The developed West imposes upon developing countries, the traditions of democracy as experienced by them. The starting point for most countries like Maldives, struggling on the path of democracy could be the public voting and majority rule, most people can choose for all of us, and majorities can impose their will on minorities.

Collective decisions affect us all only because the majority is empowered to force its will on everyone. We have begun to see this process get played out in Maldives. For example, recently when a constitutional amendment was proposed by a leading critic of police powers from the MDP, even activists from the MDP reacted with horror. Clause twenty five of the draft bill of rights had read, “no person shall be arrested or detained without reasonable and probable grounds to believe he has committed an offence.”

The MDP sponsored amendment allows a police officer to detain anyone, “he believes may commit an offence.”

The amendment was passed in the Special Majlis with the MDP splitting its vote on both sides. Thus sweeping powers are given to law enforcement by the collective will of majority. Now the people could be faced with situations of saving themselves from the tyranny of the majority who get to choose something for everyone.

As Fareed Zakariya, Editor of Newsweek International who explained the term "illiberal democracy", the real key to freedom is to secure people from tyranny by the majority, or freedom from democracy.


For much of modern history, what characterized governments in Europe and North America, and differentiated them from those around the world, was not democracy but constitutional liberalism. The "Western model of government" is best symbolized not by the mass plebiscite but the impartial judge. (Fareed Zakaria, The Future of Freedom, p. 20.)

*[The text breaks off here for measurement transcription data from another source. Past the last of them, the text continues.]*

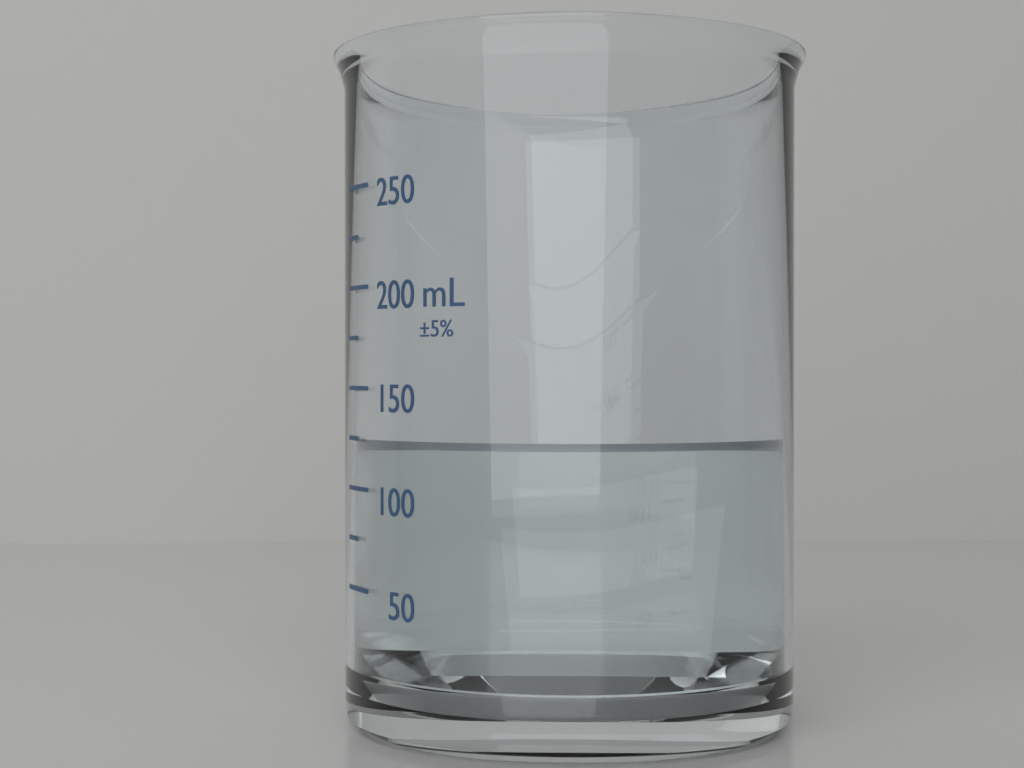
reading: 125 mL
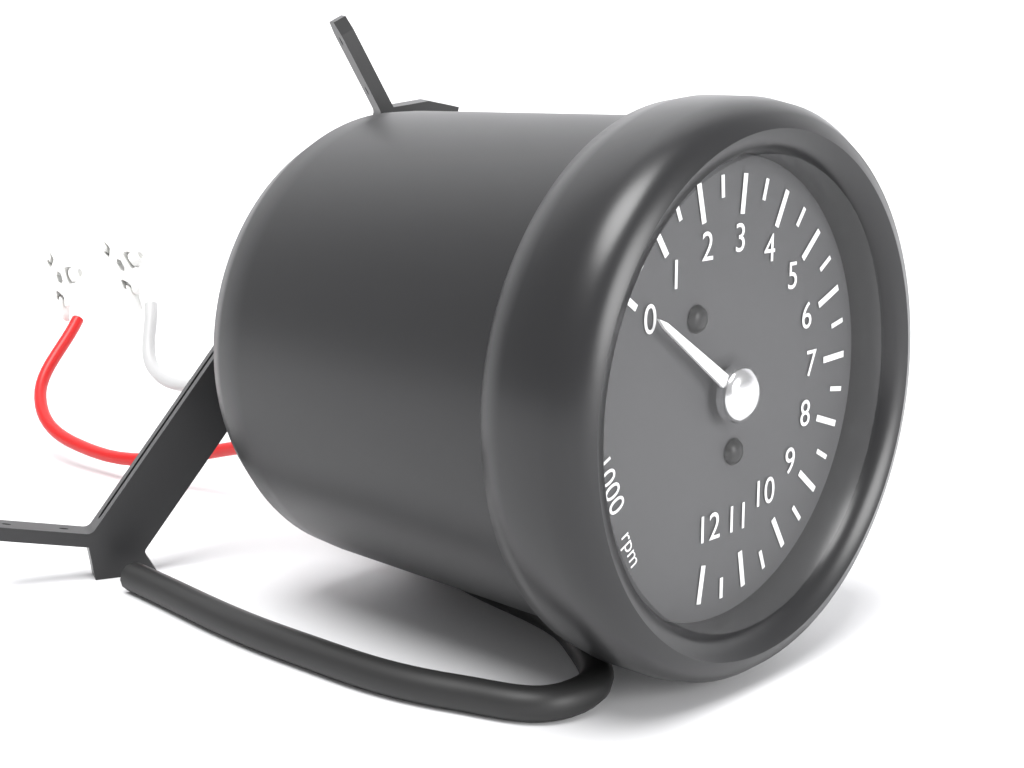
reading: 0 rpm
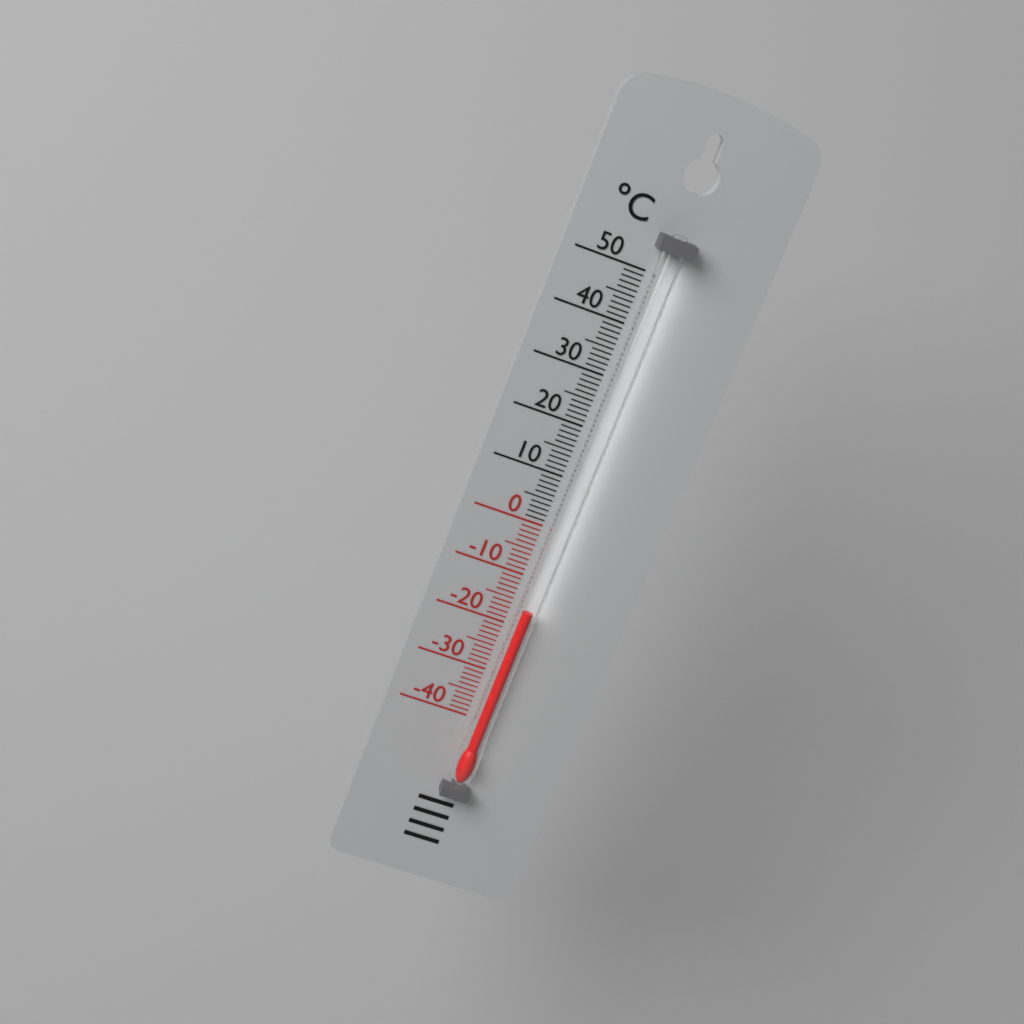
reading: -16 °C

Eighty years ago, Woodrow Wilson took America into the 20th century with a challenge to make the world safe for democracy. As we enter the 21st century, Fareed Zakariya envisions our task is to make democracy safe for the world.

With all its flaws, democracy — represents the “last best hope” for people around the world. But it needs to be secured and strengthened for our times. Maldives is at the threshold of this challenge now.

4 comments:

Anonymous said...

In places like US UK and Australia, laws have been amended to give "extra" power to the police. This "extra" bit has violated peoples rights to the extent which these countries has never experienced it in recent times. In US in the name of fight against terror, the authorities can listen to peoples phone calls. They even asked google to give them information on search histories.

So what you are saying is not totally correct.

mhilmyh said...

Hi maldiveshealth

Yes, in US UK and Australia, laws have been amended to give extra power to fight terror as they should. Many other countries are doing so too. The US patriot act gives draconian powers to protect the US against such threats. In all these cases the collective will of the majority is enforced and that is the way a democracy works.

What exactly is not totally correct in what I have expressed?

Anonymous said...

The collective will of the majority is not enforced in the laws giving this extra power to the police. People are outrageously against it. An example was how they Handled a ceratin Dr. Haneefs case. He was used as a political pawn and now only the secrets are emerging. Dirty . very dirty. I am not sure how you are defining the collective will of the majority as?

mhilmyh said...

maldiveshealth

The semantics of how I used the 'collective will of the majority' has caused the confusion.
I meant such will as represented by elected members of parliament and expressed in the Majlis and Special Majlis. The opposition has a adversarial role in parliamentary democracy. The case of special powers shows the opposition failed to keep party line discipline in the voting resulting a bill that gets passed contrary to popular opposition support. The point is, this is politics and the better an electorate is informed the better they can pressure their elected reps to make the right choice.

Australian Govt cancelling of Indian Dr Haneef’s visa now appears to be clearly motivated by political imperatives, not security concerns as they tried to frame him a terror suspect. Assume this is the case you referred to. It shows politics is dirty, nasty and ruthless.

But Maldives is a small country and we don't have to resort to such dirty tactics just becoz we are following democracy.